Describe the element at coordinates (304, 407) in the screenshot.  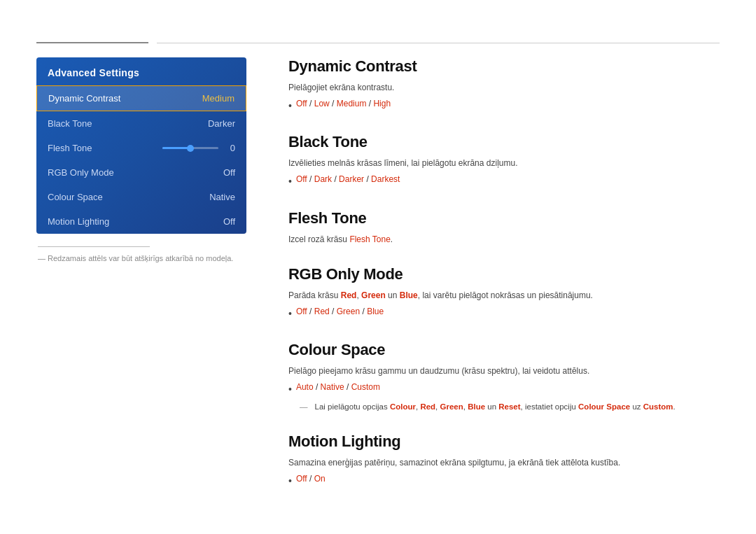
I see `em-dash: —` at that location.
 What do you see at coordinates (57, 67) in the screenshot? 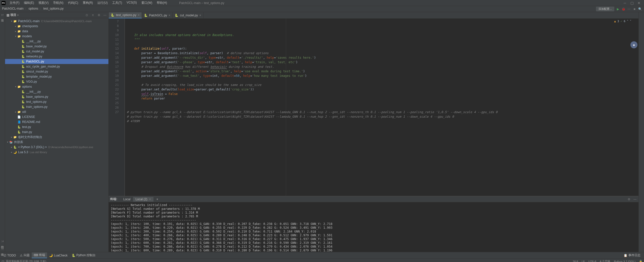
I see `tree-item: 🐍scc_cycle_gan_model.py` at bounding box center [57, 67].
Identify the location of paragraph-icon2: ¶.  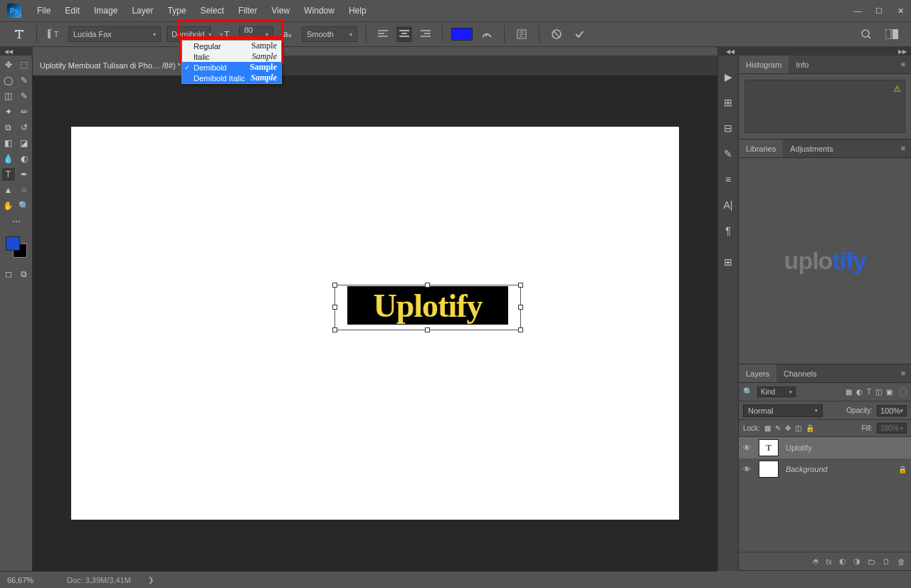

....................

> **INSTRUCTIONS TO FOLLOW**: This exercise asks for the data above to be given again exactly, without pictures.

> **ANSWER SPACE**:
Describe the element at coordinates (304, 407) in the screenshot.  
I see `em-dash: —` at that location.
 What do you see at coordinates (57, 67) in the screenshot? 
I see `tree-item: 🐍scc_cycle_gan_model.py` at bounding box center [57, 67].
Identify the location of paragraph-icon2: ¶.  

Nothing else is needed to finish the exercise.